The House Judiciary Committee, for instance, has been locked in a dispute with the Justice Department and White House over access to evidence underlying Robert S. Mueller III’s report on Russian election interference and access to key government officials who served as witnesses to the former special counsel. It may soon spawn additional contempt votes and court action.

And an effort by the chairman of the Ways and Means Committee to obtain Mr. Trump’s personal and business tax returns has already been redirected to federal court after the Treasury Department refused to comply with requests and subpoenas.

Wednesday would be the first time the House actually voted to hold a government official in contempt in one of the fights. The Judiciary Committee recommended that the House do so with Mr. Barr in the dispute over Mr. Mueller’s evidence. But the two sides struck a last-minute deal to avoid a formal contempt vote and the House merely voted to authorize court action to enforce the subpoena.

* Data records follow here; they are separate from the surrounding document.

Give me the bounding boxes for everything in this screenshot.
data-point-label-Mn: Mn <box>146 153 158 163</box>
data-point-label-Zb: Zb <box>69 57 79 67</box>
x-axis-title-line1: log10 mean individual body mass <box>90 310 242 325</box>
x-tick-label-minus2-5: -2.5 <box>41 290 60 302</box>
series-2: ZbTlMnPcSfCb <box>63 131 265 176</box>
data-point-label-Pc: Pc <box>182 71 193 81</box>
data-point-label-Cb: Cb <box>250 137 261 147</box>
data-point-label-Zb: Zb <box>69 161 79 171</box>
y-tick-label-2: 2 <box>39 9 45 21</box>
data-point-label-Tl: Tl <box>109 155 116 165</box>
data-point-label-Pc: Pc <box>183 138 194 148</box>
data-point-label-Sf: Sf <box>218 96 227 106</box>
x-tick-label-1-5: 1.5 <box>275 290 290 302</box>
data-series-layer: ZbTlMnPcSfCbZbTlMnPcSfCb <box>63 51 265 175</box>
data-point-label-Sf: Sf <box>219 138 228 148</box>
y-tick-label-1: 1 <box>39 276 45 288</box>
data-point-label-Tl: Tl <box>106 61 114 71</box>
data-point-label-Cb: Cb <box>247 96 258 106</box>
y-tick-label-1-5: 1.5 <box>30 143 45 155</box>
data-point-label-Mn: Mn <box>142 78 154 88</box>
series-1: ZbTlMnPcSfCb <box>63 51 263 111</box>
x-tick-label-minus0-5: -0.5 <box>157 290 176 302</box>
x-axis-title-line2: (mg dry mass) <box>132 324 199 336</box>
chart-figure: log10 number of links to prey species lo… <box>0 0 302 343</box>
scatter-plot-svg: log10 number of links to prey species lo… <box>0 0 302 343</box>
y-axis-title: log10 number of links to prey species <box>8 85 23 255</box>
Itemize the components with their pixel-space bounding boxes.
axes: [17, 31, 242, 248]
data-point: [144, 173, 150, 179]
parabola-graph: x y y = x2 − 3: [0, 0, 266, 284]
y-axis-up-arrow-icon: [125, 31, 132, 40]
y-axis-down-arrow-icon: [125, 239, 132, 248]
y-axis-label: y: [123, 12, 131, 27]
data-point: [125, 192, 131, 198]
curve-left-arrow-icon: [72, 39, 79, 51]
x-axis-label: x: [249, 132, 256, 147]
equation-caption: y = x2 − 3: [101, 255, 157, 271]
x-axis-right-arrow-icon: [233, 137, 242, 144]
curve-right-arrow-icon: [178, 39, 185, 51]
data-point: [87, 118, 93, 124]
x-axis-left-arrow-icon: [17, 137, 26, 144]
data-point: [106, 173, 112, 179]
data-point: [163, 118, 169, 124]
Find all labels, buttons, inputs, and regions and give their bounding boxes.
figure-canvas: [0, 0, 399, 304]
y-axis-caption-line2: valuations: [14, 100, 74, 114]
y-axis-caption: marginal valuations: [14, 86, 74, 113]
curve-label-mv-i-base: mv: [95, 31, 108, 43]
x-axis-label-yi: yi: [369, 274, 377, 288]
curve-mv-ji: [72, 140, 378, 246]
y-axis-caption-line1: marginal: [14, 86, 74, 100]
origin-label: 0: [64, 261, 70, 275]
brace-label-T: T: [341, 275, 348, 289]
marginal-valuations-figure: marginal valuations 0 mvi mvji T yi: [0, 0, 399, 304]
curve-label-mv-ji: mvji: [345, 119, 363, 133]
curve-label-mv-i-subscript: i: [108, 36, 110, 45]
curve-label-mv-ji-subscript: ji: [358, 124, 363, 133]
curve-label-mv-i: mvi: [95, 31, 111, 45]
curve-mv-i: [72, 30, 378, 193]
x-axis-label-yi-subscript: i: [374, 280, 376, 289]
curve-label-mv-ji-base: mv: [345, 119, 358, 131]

The only other direct precedent for Tuesday’s vote was in 2012, when Republicans then in control of the House held Mr. Holder in contempt in connection with requests for information about the botched Fast and Furious gun trafficking investigation. Republicans ended up suing the Obama administration in the case and ultimately prevailed, but the case took years to wind its way thought the courts and could have gone on longer if the Obama administration had continued to appeal.

The outcome in the census case could take just as long, potentially outlasting Mr. Trump’s term unless the two sides reach an agreement.

The Democrats specifically say the two cabinet secretaries “obstructed and delayed” an oversight committee investigation that began in January. Mr. Ross provided sworn testimony to the committee in March 2018 in which he said he had decided to add the question “solely” based on a December 2017 request from the Justice Department asking for data to better enforce the Voting Rights Act of 1965.

But documents revealed in court and evidence collected by the committee in interviews and document requests indicated that the decision may have been more complicated. The possibility of adding a citizenship question, long a dream of Republicans active in redistricting fights, was pitched to the Trump campaign, the evidence showed, and was discussed by White House officials in early 2017. Mr. Ross himself sought to add a citizenship question before the Justice Department request and personally sought its assistance in September 2017.

When Mr. Cummings issued subpoenas for documents related to departmental decision making, neither the Justice Department nor the Commerce Department fully complied, he said, producing records that were heavily blacked out or already public.

The United States used to include a citizenship question on all census forms, but since 1950, it has appeared only on a longer, more detailed questionnaire sent at random to a small number of households and not on the forms that most residents receive.

The debate over the citizenship question is not an academic one. Government experts have estimated that asking respondents their citizenship status would scare many immigrants from responding to the census, which counts all people living in the United States, not just citizens. It could ultimately result in an undercount of about 6.5 million people, they say.

States rely on raw population data, rather than eligible voters, to draw House districts and to determine access to federal social welfare programs. Democrats were fearful that a significant undercount could reduce their representation and affect how hundreds of billions of dollars in federal spending were distributed.